I cut my chops at Wolfram Research, and then moved on to a larger company, and quickly ran to a startup. It wasn’t just the dotCom that was the lure, it was the vibe of a small company. Jack of all trades. Brilliant people. Crazy deadlines. Do or die. It doesn’t get any better than that. You do learn quickly that going fast has issues, chaos ensues, and without managing that chaos, you end up in an unhappy place.

Over the last five years or so I’ve found myself in the world of management, Manger, Director, VP and CTO. I think anyone who has busted their ass from the lowest rung on ladder to the boardroom has a different perspective — thoughts on what works, and what sucks — but more importantly WHY.

I like to think of myself as someone who learns from their mistakes, or even just from their experience. I believe reflection is the key to management. The way to succeed going forward is to measure both success and failure with any project, tie it to key events or metrics, and apply it going forward toward a goal. To that end I look at making my team happier, more efficient and less prone to error.
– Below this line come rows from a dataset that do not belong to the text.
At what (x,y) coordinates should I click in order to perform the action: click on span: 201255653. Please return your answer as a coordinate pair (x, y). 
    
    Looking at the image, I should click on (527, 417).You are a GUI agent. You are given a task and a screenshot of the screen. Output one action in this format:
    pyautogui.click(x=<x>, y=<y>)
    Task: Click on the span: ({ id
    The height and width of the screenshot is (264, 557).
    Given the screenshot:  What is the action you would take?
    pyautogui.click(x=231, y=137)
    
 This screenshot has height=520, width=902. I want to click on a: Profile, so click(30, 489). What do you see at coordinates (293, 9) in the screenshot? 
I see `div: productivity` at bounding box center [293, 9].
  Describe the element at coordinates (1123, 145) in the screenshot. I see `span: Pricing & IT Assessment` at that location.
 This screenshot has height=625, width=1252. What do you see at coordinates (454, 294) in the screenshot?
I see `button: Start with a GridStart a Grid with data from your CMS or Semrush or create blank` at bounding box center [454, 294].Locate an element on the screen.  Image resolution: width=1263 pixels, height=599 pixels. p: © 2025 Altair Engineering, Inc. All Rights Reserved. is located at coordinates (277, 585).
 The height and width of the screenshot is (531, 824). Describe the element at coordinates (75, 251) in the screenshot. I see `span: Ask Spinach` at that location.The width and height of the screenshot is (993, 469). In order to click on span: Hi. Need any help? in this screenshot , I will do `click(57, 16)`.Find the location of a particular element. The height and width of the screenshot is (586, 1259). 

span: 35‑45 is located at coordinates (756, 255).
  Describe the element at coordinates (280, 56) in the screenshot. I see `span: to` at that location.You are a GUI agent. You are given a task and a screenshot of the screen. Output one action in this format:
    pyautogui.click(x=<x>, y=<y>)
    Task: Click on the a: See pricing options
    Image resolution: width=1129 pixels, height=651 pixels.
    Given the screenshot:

I want folks joining my team to get up to speed quickly and contribute. I want the company as a whole to never think product and development are the bottlenecks to being successful, but instead are the resource to leverage to make ideas come alive and implement strategy.

It’s funny, I bring people on my team and they reminisce about their last job where they laugh and say “Noone wanted to touch that code”, “it was impossible to maintain”, “it didn’t work”, “we had five libraries that did the same thing” or “we kept changing things so we never finished”.

Ahh, if I had a dime for every time…

Over the years methodologies come and go, waterfall, XP, agile, whatever, and after doing alot of research and watching my own teams in action, I’ve come to a single simple conclusion:

Successful software is made by being unselfish..

Here, successful is defined as software that

  • does what it is supposed to do
  • is easy to maintain
  • is easy to change
  • is easy to learn
  • is not the bottleneck for the business
  • doesn’t scare the shit out of the people working on it

The less impact any change has on others or the system as a whole, the more unselfish it is.

The more burden an individual takes on to reduce the impact on others, the more unselfish it is.

That about sums it up. This blog is dedicated to the furtherment of those principles and how they can be applied in successful software development.